I am looking for a beast of a phone. Like the EVO or the HD2 with a physical keyboard. Hopefully something like that comes around soon or I will have to wait till WP7 start coming out
I’ve been waiting for a smartphone with a modern sort of processor for a while now. I didn’t want to go to the touch pro 2 because it’s using the same 3 year old processor as my Fuze. This is the only thing I’m worried about with the First Else. It’s using the processor the Pre and N900 are using. By the time this thing may release the processor is going to be at least a year old. This may be the only thing giving me pause.
It’s real hard for me to give up physical keyboards; I’m not sold on virtual keyboards yet. And I like to have hands-on time before I buy. That said, this is an interesting concept and I’d like to see/hear some first-hand impressions. I’ve also emailed them about flipping the menu for left-handed use. That may or may not be a deal-breaker for me, but again, I’d need hands-on time to determine that. I’d definitely keep and eye on this, though.
On my Fuze’s 2.8″ screen, I agree that a physical keyboard is a must. However, after having used swype on a reasonable sized capacative display, I can say I’m ready to make said plunge. Screen size makes all the difference in the world with virtual keyboards. If you haven’t played with an HD2 or even an Incredible you should give it a try. The extra screen real estate allows for much larger keys resulting in better accuracy all around, but at the same time I don’t write long emails or papers on my phone either.
I am so not sold on the virtual keyboards either.

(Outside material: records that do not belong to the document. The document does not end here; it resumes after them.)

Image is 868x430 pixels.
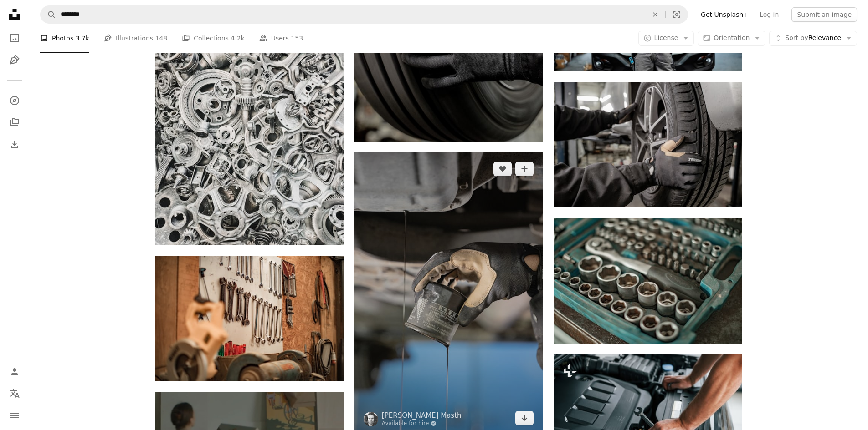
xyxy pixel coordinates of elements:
img: a man working on a tire in a garage [553,82,742,208]
a: silver and black round coins [553,277,742,285]
a: Log in [754,8,784,22]
img: silver and black round coins [553,219,742,344]
img: Go to Jimmy Nilsson Masth's profile [363,412,378,427]
button: Sort byRelevance [769,31,857,46]
button: Submit an image [791,8,857,22]
a: silver and gold round accessory [155,115,343,124]
span: 148 [155,33,168,43]
a: a man working on a tire in a garage [553,141,742,149]
a: Collections [6,113,23,132]
a: Some problems under the hood. Man in uniform is working in the autosalon at daytime. [553,413,742,421]
span: Sort by [785,34,808,41]
button: Language [6,384,23,403]
a: [PERSON_NAME] Masth [382,411,461,420]
button: Orientation [697,31,765,46]
a: Download [515,411,533,426]
a: Home — Unsplash [6,6,23,26]
img: brown and gray metal tools [155,256,343,382]
button: Like [493,162,512,176]
button: Menu [6,407,23,424]
button: Search Unsplash [41,6,56,23]
a: Explore [6,92,23,110]
a: brown and gray metal tools [155,315,343,323]
span: Orientation [713,34,749,41]
a: Log in / Sign up [6,363,23,381]
a: Collections 4.2k [182,23,244,53]
span: Relevance [785,34,841,43]
a: Photos [6,29,23,48]
a: Illustrations [6,51,23,69]
a: Download History [6,135,23,153]
span: License [654,34,678,41]
a: Get Unsplash+ [695,8,754,22]
a: a mechanic is pouring oil on a car [354,289,543,297]
a: Illustrations 148 [104,23,167,53]
span: 4.2k [231,33,244,43]
form: Find visuals sitewide [40,6,688,23]
button: Clear [645,6,665,23]
button: Add to Collection [515,162,533,176]
a: Users 153 [259,23,303,53]
button: Visual search [666,6,687,23]
a: Available for hire [382,420,461,427]
span: 153 [291,33,303,43]
button: License [638,31,694,46]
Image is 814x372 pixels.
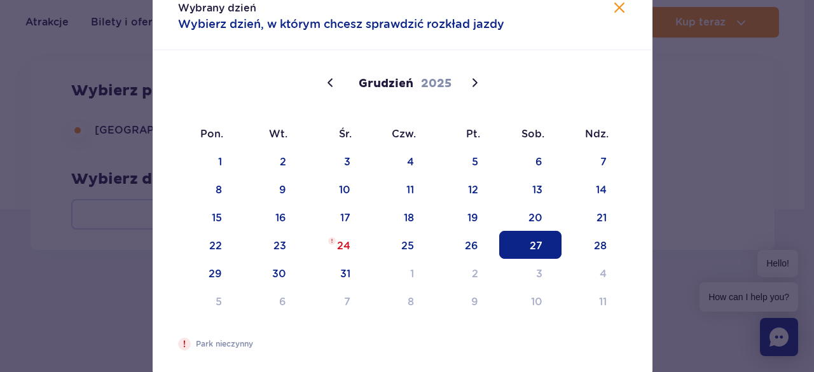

I know both the Dougs on this site made the switch to virtual keyboard and even david and they say that its just as easy as the physical keyboard but i find that so hard to believe. I did a hands on with a HD2 and was not really sold on the keyboard. I am just hoping we can get a HD2 type phone with same screen size and a physical keyboard. I am also hoping that they make the phone slimmer but i dont know if I will be able to get all of this in a phone. I might have to compromise somewhere.